Note that the zombie program writes its output to a file of numbers rather than
producing graphical output. At the end of this afternoon we will see how to
produce graphs of its output.
running zombie it also runs gnuplot # Run program with passed arguments
…
# Rename files
…
mv zombie.dat "zombie-$1-$2-$3-$4-$5.dat"
mv zombie.png "zombie-$1-$2-$3-$4-$5.png"
…
# Write to logfile
echo "Output file: zombie-$1-$2-$3-$4-$5.dat" >> "$log_file"
echo "Plot of output file: zombie-$1-$2-$3-$4-$5.png" >> "$log_file"
…
}
scientific-computing@uis.cam.ac.uk Simple Shell Scripting for Scientists: Day Three 21 scientific-computing@uis.cam.ac.uk Simple Shell Scripting for Scientists: Day Three 22
The multi-run-while shell script (in the scripts subdirectory of your home If you examine the multi-run-while script in the scripts subdirectory
directory) runs the zombie program (via a shell function called run_program) once of your home directory, you will see that it has been modified as shown above
for each parameter set that it reads in from standard input. This exercise requires you to to run gnuplot after running zombie.
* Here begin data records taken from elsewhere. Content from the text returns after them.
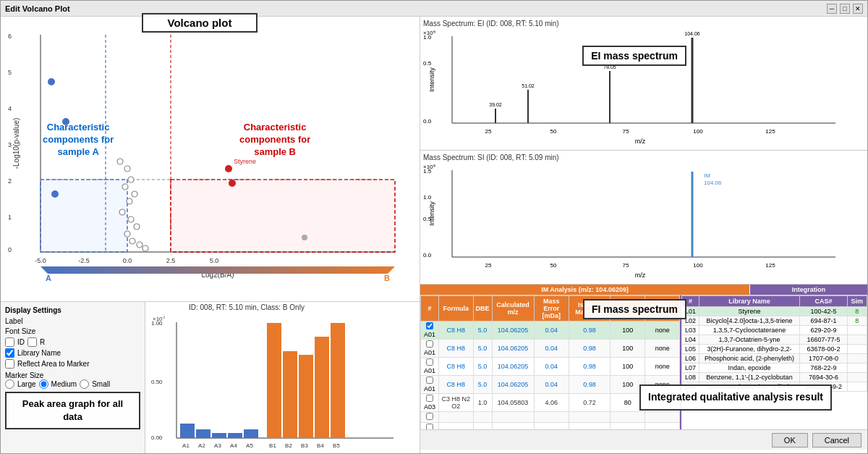 The height and width of the screenshot is (454, 868). What do you see at coordinates (336, 446) in the screenshot?
I see `svg-text: B5` at bounding box center [336, 446].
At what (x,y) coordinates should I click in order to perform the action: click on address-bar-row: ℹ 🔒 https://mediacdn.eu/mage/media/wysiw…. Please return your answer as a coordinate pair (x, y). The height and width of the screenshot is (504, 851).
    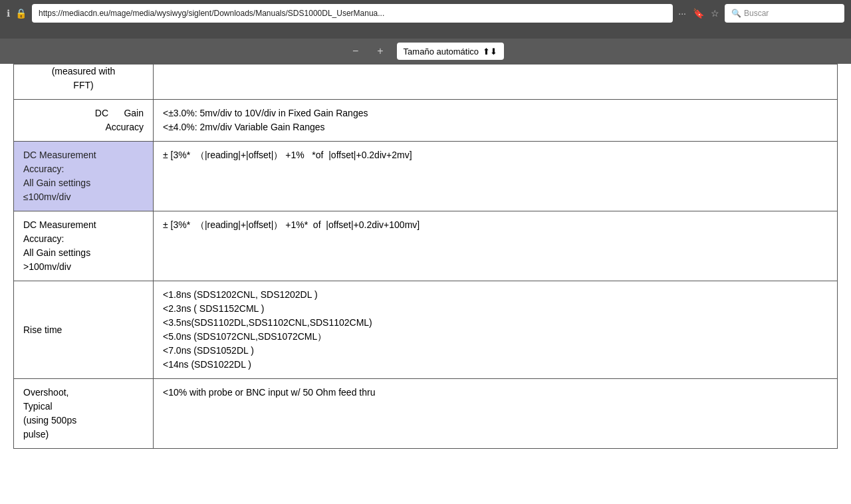
    Looking at the image, I should click on (426, 13).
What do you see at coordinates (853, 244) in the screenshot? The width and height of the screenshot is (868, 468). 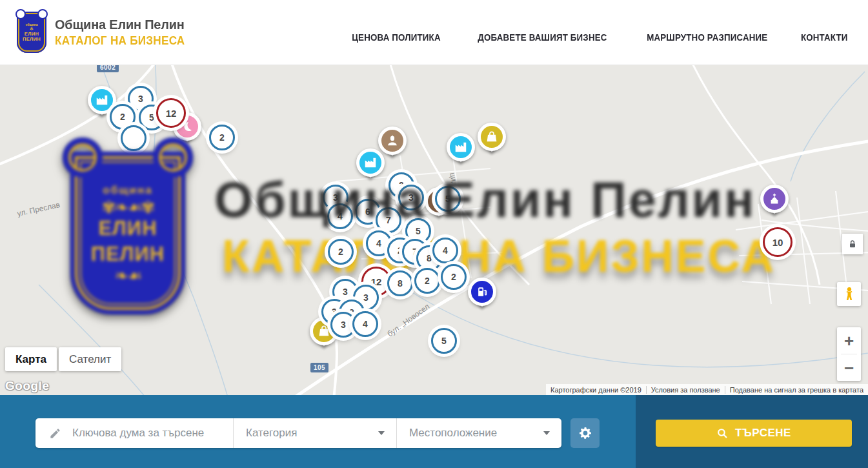 I see `lock-control` at bounding box center [853, 244].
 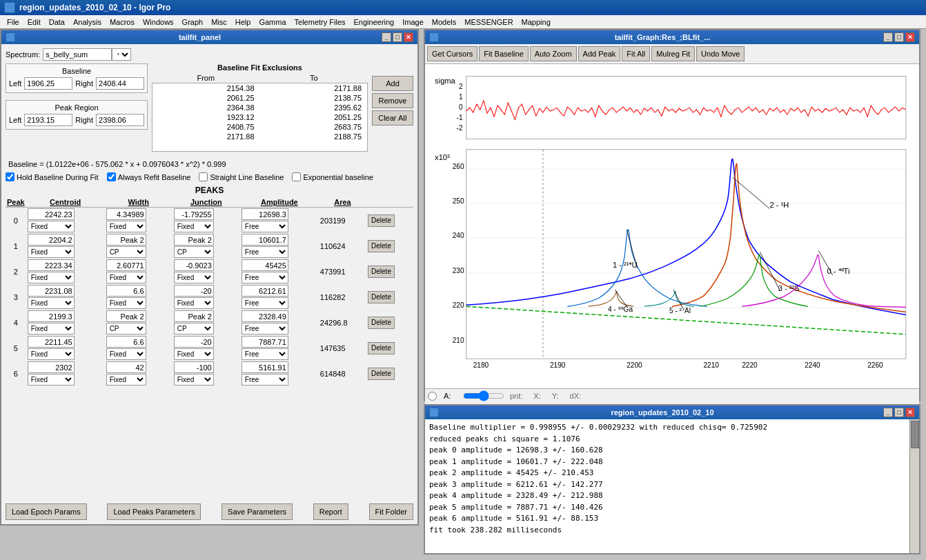 I want to click on load-epoch-button: Load Epoch Params, so click(x=46, y=512).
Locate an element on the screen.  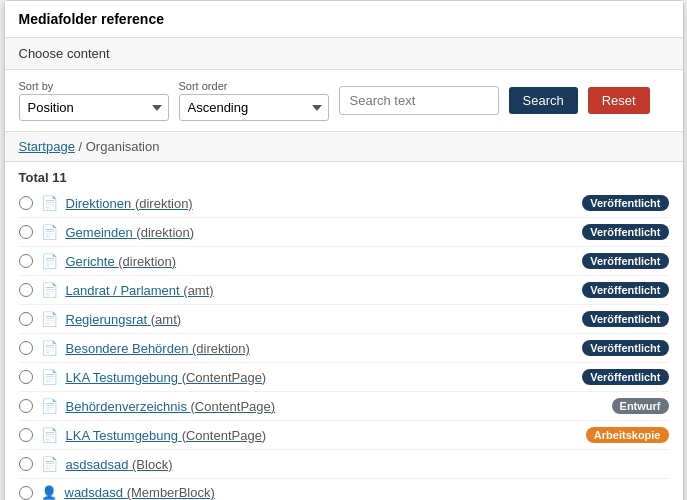
list-item: 👤wadsdasd (MemberBlock) is located at coordinates (344, 490).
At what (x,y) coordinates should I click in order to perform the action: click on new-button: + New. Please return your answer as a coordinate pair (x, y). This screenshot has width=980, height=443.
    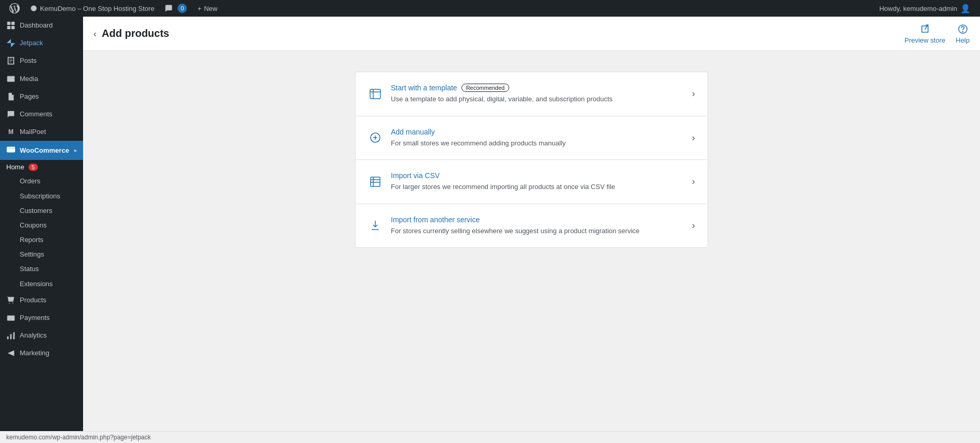
    Looking at the image, I should click on (208, 8).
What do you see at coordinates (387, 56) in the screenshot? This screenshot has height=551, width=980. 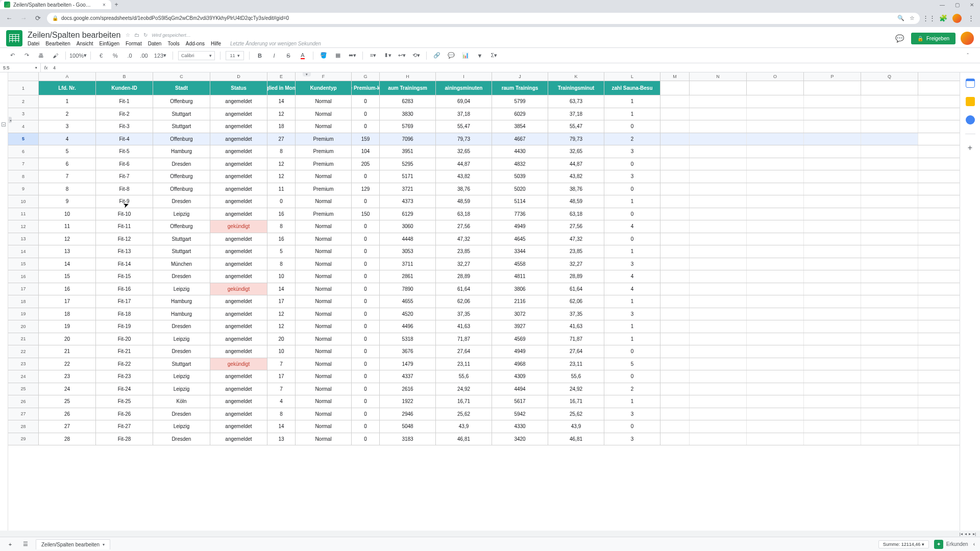 I see `valign-icon: ⬍▾` at bounding box center [387, 56].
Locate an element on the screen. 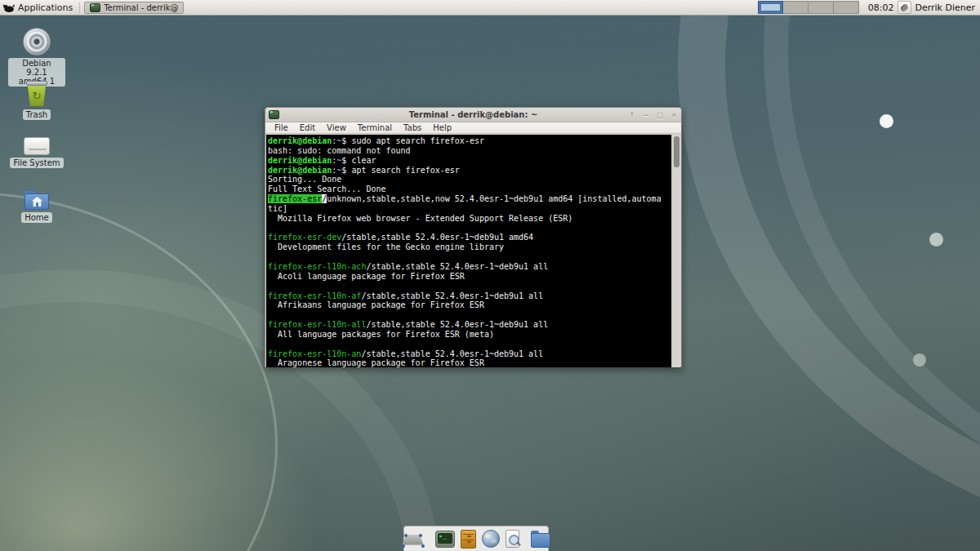 Image resolution: width=980 pixels, height=551 pixels. panel-separator is located at coordinates (80, 8).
modify the run_program shell function of that script so that, as well as running the
zombie program it also runs gnuplot to turn the output of the zombie program into a
graph. You should be able to tell what all the highlighted parts of the shell script
above do – if there is anything you don’t understand, or if you had any
One sensible way of doing this would be as follows:
difficulty with this part of the exercise, please let the course giver or
1. Figure out the full path of the zombie.gplt file. Store it a shell variable demonstrator know.
(maybe called something like gnuplot_file).